Back in the day, a trip to the city dump meant heaving whatever was in the back of a pickup truck onto a rotting, stinking, rusting pile of refuse as gulls hovered over the pile, looking for tidbits.
Anything and everything -- broken refrigerators, construction debris, sagging mattresses and plain old garbage -- was tossed into those pits. Much of that refuse is still there, cooking up a poisonous stew under lids of scrubby grass and trees.
It's the job of the Minnesota Pollution Control Agency (MPCA) to manage closed landfills, and the site that is the state's top priority for remediation is in Hopkins. In October, the 26-acre Hopkins landfill will be opened up.
The waste will be pushed into a new pile and the landfill will get an updated cover and new systems to handle water and methane gas. By late next spring the job should be done, at a cost of about $3 million. Such projects are paid for out of a special MPCA fund and through sales of state bonds.
Minnesota has a ranked list of 112 closed landfills that need remediation. The Hopkins landfill tops this year's list because it produces methane gas that could drift toward nearby houses, said MPCA project engineer Peter Tiffany.
"There's no imminent danger that something's going to blow up tomorrow," he said. "It's because of the amount of waste there, the proximity to people living nearby, and the potential that gas that contains methane could migrate to those structures. That's a risk we want to avert."
Methane is burned
The landfill, which looks like a grassy field, has 25 pairs of gas extraction pipes that protrude from the ground to disperse methane produced by the rotting garbage. Each pair of pipes includes one that acts as a vacuum and another that draws gas out, with an invisible flame burning the gas inside the pipe.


▶ [EXERCISE OBJECTIVE] Every entry below should be returned exactly as it appears, with pictures left out.
*** RECORDS SUPPLIED
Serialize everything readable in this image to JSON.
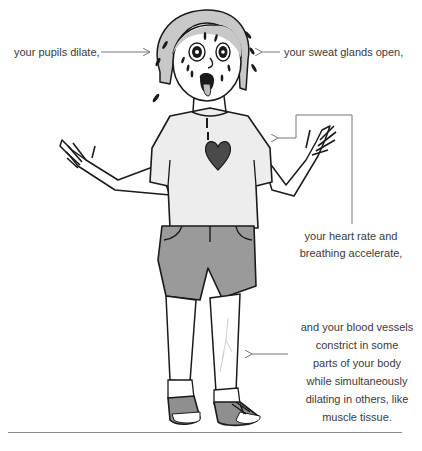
{
  "illustration": {
    "subject": "frightened person with fight-or-flight response",
    "colors": {
      "ink": "#1a1a1a",
      "hair": "#c8c8c8",
      "shirt": "#ededed",
      "shorts": "#9a9a9a",
      "heart": "#4a4a4a",
      "shoes": "#8f8f8f",
      "arrow": "#777777",
      "text": "#3a3a3a"
    }
  },
  "callouts": {
    "pupils": "your pupils dilate,",
    "sweat": "your sweat glands open,",
    "heart_line1": "your heart rate and",
    "heart_line2": "breathing accelerate,",
    "vessels_line1": "and your blood vessels",
    "vessels_line2": "constrict in some",
    "vessels_line3": "parts of your body",
    "vessels_line4": "while simultaneously",
    "vessels_line5": "dilating in others, like",
    "vessels_line6": "muscle tissue."
  }
}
******
▶ [COMPLETED EXERCISE]
Serialize everything readable in this image to JSON.
{
  "illustration": {
    "subject": "frightened person with fight-or-flight response",
    "colors": {
      "ink": "#1a1a1a",
      "hair": "#c8c8c8",
      "shirt": "#ededed",
      "shorts": "#9a9a9a",
      "heart": "#4a4a4a",
      "shoes": "#8f8f8f",
      "arrow": "#777777",
      "text": "#3a3a3a"
    }
  },
  "callouts": {
    "pupils": "your pupils dilate,",
    "sweat": "your sweat glands open,",
    "heart_line1": "your heart rate and",
    "heart_line2": "breathing accelerate,",
    "vessels_line1": "and your blood vessels",
    "vessels_line2": "constrict in some",
    "vessels_line3": "parts of your body",
    "vessels_line4": "while simultaneously",
    "vessels_line5": "dilating in others, like",
    "vessels_line6": "muscle tissue."
  }
}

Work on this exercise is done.